◆ WHAT TO DO
Down to the final line, return the records unchanged.

◆ LISTED ENTRIES

_ _ _ _

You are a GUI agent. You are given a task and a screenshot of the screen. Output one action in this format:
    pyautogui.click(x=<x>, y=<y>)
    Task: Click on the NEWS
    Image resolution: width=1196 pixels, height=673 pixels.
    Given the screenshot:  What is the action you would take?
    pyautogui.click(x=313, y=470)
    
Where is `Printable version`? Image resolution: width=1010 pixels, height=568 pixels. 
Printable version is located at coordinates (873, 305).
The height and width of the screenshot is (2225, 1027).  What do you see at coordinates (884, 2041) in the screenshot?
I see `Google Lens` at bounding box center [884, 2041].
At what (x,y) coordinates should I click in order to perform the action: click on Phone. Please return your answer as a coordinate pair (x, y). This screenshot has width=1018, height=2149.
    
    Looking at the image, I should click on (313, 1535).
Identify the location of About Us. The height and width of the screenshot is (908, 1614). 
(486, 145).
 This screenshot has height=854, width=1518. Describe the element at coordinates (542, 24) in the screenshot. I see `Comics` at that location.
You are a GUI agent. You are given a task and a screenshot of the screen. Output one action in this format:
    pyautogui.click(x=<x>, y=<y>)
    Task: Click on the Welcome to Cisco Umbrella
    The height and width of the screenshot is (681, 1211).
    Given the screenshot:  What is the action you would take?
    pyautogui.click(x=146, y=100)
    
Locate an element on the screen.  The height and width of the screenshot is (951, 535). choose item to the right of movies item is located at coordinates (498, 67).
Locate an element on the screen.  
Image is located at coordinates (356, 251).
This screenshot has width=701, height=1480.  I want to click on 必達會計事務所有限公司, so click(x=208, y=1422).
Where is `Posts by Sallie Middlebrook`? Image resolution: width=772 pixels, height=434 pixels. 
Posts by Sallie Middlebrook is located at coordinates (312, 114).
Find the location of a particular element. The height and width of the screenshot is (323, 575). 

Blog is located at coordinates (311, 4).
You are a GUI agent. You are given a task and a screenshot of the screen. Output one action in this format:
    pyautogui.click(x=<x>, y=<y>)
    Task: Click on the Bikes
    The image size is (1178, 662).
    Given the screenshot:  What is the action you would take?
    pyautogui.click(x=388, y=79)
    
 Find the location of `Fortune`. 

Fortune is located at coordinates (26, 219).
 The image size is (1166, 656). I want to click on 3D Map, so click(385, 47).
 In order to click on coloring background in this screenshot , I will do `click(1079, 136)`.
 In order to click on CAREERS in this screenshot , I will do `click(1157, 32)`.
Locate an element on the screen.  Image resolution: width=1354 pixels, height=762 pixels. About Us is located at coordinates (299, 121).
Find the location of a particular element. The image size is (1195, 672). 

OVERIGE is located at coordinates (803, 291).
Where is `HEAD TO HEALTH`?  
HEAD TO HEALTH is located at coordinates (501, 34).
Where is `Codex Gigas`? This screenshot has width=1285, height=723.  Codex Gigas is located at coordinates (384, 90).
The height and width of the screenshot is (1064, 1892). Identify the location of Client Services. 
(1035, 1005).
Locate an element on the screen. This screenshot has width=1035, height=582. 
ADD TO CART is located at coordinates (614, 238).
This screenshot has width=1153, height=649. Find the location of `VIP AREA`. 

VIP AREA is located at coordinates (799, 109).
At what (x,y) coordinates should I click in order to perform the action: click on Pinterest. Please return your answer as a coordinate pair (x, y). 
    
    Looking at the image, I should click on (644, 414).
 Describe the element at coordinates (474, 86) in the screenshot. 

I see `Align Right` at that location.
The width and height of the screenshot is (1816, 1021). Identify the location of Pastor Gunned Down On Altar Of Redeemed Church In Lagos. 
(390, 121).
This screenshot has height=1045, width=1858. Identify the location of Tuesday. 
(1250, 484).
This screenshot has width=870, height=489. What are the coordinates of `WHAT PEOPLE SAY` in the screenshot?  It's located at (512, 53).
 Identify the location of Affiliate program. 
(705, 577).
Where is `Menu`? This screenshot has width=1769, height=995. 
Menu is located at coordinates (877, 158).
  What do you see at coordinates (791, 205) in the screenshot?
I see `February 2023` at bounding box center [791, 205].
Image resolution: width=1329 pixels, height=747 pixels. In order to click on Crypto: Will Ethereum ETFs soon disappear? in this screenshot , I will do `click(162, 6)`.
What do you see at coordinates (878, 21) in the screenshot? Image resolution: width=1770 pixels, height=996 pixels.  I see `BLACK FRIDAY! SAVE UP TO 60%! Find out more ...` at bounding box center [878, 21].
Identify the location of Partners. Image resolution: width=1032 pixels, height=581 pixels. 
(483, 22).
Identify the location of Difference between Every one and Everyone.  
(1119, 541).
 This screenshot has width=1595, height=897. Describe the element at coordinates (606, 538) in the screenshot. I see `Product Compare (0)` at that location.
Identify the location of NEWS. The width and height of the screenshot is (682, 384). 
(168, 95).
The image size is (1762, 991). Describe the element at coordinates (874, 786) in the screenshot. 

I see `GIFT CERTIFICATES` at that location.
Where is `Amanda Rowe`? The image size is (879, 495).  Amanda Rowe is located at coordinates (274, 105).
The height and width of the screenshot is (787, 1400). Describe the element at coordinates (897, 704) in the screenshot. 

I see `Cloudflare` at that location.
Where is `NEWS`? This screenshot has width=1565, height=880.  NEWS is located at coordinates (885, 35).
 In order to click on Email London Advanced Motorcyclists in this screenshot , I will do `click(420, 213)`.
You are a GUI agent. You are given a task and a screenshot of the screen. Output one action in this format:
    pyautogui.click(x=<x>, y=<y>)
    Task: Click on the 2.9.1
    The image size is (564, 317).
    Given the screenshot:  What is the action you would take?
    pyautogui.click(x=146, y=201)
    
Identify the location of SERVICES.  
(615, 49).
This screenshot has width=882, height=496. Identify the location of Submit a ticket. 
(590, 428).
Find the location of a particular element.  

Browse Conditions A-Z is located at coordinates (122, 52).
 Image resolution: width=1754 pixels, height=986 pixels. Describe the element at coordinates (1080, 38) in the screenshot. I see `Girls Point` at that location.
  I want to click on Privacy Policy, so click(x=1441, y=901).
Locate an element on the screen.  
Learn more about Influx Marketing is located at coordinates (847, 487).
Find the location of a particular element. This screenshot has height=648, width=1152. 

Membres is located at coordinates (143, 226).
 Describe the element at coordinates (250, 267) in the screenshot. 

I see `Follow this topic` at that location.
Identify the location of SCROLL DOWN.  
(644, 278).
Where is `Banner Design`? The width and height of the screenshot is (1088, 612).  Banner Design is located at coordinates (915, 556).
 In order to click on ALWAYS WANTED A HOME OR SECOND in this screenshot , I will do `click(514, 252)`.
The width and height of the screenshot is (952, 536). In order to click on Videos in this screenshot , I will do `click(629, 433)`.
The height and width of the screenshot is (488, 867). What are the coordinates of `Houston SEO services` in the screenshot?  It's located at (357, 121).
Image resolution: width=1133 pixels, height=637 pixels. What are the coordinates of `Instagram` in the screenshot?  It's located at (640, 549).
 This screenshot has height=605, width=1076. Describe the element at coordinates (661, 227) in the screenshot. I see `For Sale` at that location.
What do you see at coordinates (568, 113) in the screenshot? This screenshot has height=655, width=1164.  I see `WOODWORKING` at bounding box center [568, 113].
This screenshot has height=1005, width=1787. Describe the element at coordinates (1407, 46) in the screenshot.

_ _ _ _

◆ RESPONSE TO THIS EXERCISE
You are a GUI agent. You are given a task and a screenshot of the screen. Output one action in this format:
    pyautogui.click(x=<x>, y=<y>)
    Task: Click on the NEWS
    Image resolution: width=1196 pixels, height=673 pixels.
    Given the screenshot:  What is the action you would take?
    pyautogui.click(x=313, y=470)
    
Where is `Printable version`? Image resolution: width=1010 pixels, height=568 pixels. 
Printable version is located at coordinates (873, 305).
The height and width of the screenshot is (2225, 1027).  What do you see at coordinates (884, 2041) in the screenshot?
I see `Google Lens` at bounding box center [884, 2041].
At what (x,y) coordinates should I click in order to perform the action: click on Phone. Please return your answer as a coordinate pair (x, y). This screenshot has width=1018, height=2149.
    
    Looking at the image, I should click on (313, 1535).
Identify the location of About Us. The height and width of the screenshot is (908, 1614). 
(486, 145).
 This screenshot has height=854, width=1518. Describe the element at coordinates (542, 24) in the screenshot. I see `Comics` at that location.
You are a GUI agent. You are given a task and a screenshot of the screen. Output one action in this format:
    pyautogui.click(x=<x>, y=<y>)
    Task: Click on the Welcome to Cisco Umbrella
    The height and width of the screenshot is (681, 1211).
    Given the screenshot:  What is the action you would take?
    pyautogui.click(x=146, y=100)
    
Locate an element on the screen.  The height and width of the screenshot is (951, 535). choose item to the right of movies item is located at coordinates (498, 67).
Locate an element on the screen.  
Image is located at coordinates (356, 251).
This screenshot has width=701, height=1480.  I want to click on 必達會計事務所有限公司, so click(x=208, y=1422).
Where is `Posts by Sallie Middlebrook`? Image resolution: width=772 pixels, height=434 pixels. 
Posts by Sallie Middlebrook is located at coordinates (312, 114).
Find the location of a particular element. The height and width of the screenshot is (323, 575). 

Blog is located at coordinates (311, 4).
You are a GUI agent. You are given a task and a screenshot of the screen. Output one action in this format:
    pyautogui.click(x=<x>, y=<y>)
    Task: Click on the Bikes
    The image size is (1178, 662).
    Given the screenshot:  What is the action you would take?
    pyautogui.click(x=388, y=79)
    
 Find the location of `Fortune`. 

Fortune is located at coordinates (26, 219).
 The image size is (1166, 656). I want to click on 3D Map, so click(385, 47).
 In order to click on coloring background in this screenshot , I will do `click(1079, 136)`.
 In order to click on CAREERS in this screenshot , I will do `click(1157, 32)`.
Locate an element on the screen.  Image resolution: width=1354 pixels, height=762 pixels. About Us is located at coordinates (299, 121).
Find the location of a particular element. The image size is (1195, 672). 

OVERIGE is located at coordinates (803, 291).
Where is `HEAD TO HEALTH`?  
HEAD TO HEALTH is located at coordinates (501, 34).
Where is `Codex Gigas`? This screenshot has width=1285, height=723.  Codex Gigas is located at coordinates (384, 90).
The height and width of the screenshot is (1064, 1892). Identify the location of Client Services. 
(1035, 1005).
Locate an element on the screen. This screenshot has width=1035, height=582. 
ADD TO CART is located at coordinates (614, 238).
This screenshot has width=1153, height=649. Find the location of `VIP AREA`. 

VIP AREA is located at coordinates (799, 109).
At what (x,y) coordinates should I click in order to perform the action: click on Pinterest. Please return your answer as a coordinate pair (x, y). 
    
    Looking at the image, I should click on (644, 414).
 Describe the element at coordinates (474, 86) in the screenshot. 

I see `Align Right` at that location.
The width and height of the screenshot is (1816, 1021). Identify the location of Pastor Gunned Down On Altar Of Redeemed Church In Lagos. 
(390, 121).
This screenshot has height=1045, width=1858. Identify the location of Tuesday. 
(1250, 484).
This screenshot has width=870, height=489. What are the coordinates of `WHAT PEOPLE SAY` in the screenshot?  It's located at (512, 53).
 Identify the location of Affiliate program. 
(705, 577).
Where is `Menu`? This screenshot has width=1769, height=995. 
Menu is located at coordinates (877, 158).
  What do you see at coordinates (791, 205) in the screenshot?
I see `February 2023` at bounding box center [791, 205].
Image resolution: width=1329 pixels, height=747 pixels. In order to click on Crypto: Will Ethereum ETFs soon disappear? in this screenshot , I will do `click(162, 6)`.
What do you see at coordinates (878, 21) in the screenshot? Image resolution: width=1770 pixels, height=996 pixels.  I see `BLACK FRIDAY! SAVE UP TO 60%! Find out more ...` at bounding box center [878, 21].
Identify the location of Partners. Image resolution: width=1032 pixels, height=581 pixels. 
(483, 22).
Identify the location of Difference between Every one and Everyone.  
(1119, 541).
 This screenshot has width=1595, height=897. Describe the element at coordinates (606, 538) in the screenshot. I see `Product Compare (0)` at that location.
Identify the location of NEWS. The width and height of the screenshot is (682, 384). 
(168, 95).
The image size is (1762, 991). Describe the element at coordinates (874, 786) in the screenshot. 

I see `GIFT CERTIFICATES` at that location.
Where is `Amanda Rowe`? The image size is (879, 495).  Amanda Rowe is located at coordinates (274, 105).
The height and width of the screenshot is (787, 1400). Describe the element at coordinates (897, 704) in the screenshot. 

I see `Cloudflare` at that location.
Where is `NEWS`? This screenshot has width=1565, height=880.  NEWS is located at coordinates (885, 35).
 In order to click on Email London Advanced Motorcyclists in this screenshot , I will do `click(420, 213)`.
You are a GUI agent. You are given a task and a screenshot of the screen. Output one action in this format:
    pyautogui.click(x=<x>, y=<y>)
    Task: Click on the 2.9.1
    The image size is (564, 317).
    Given the screenshot:  What is the action you would take?
    pyautogui.click(x=146, y=201)
    
Identify the location of SERVICES.  
(615, 49).
This screenshot has width=882, height=496. Identify the location of Submit a ticket. 
(590, 428).
Find the location of a particular element.  

Browse Conditions A-Z is located at coordinates (122, 52).
 Image resolution: width=1754 pixels, height=986 pixels. Describe the element at coordinates (1080, 38) in the screenshot. I see `Girls Point` at that location.
  I want to click on Privacy Policy, so click(x=1441, y=901).
Locate an element on the screen.  
Learn more about Influx Marketing is located at coordinates (847, 487).
Find the location of a particular element. This screenshot has height=648, width=1152. 

Membres is located at coordinates (143, 226).
 Describe the element at coordinates (250, 267) in the screenshot. 

I see `Follow this topic` at that location.
Identify the location of SCROLL DOWN.  
(644, 278).
Where is `Banner Design`? The width and height of the screenshot is (1088, 612).  Banner Design is located at coordinates (915, 556).
 In order to click on ALWAYS WANTED A HOME OR SECOND in this screenshot , I will do `click(514, 252)`.
The width and height of the screenshot is (952, 536). In order to click on Videos in this screenshot , I will do `click(629, 433)`.
The height and width of the screenshot is (488, 867). What are the coordinates of `Houston SEO services` in the screenshot?  It's located at (357, 121).
Image resolution: width=1133 pixels, height=637 pixels. What are the coordinates of `Instagram` in the screenshot?  It's located at (640, 549).
 This screenshot has height=605, width=1076. Describe the element at coordinates (661, 227) in the screenshot. I see `For Sale` at that location.
What do you see at coordinates (568, 113) in the screenshot? This screenshot has height=655, width=1164.  I see `WOODWORKING` at bounding box center [568, 113].
This screenshot has height=1005, width=1787. Describe the element at coordinates (1407, 46) in the screenshot.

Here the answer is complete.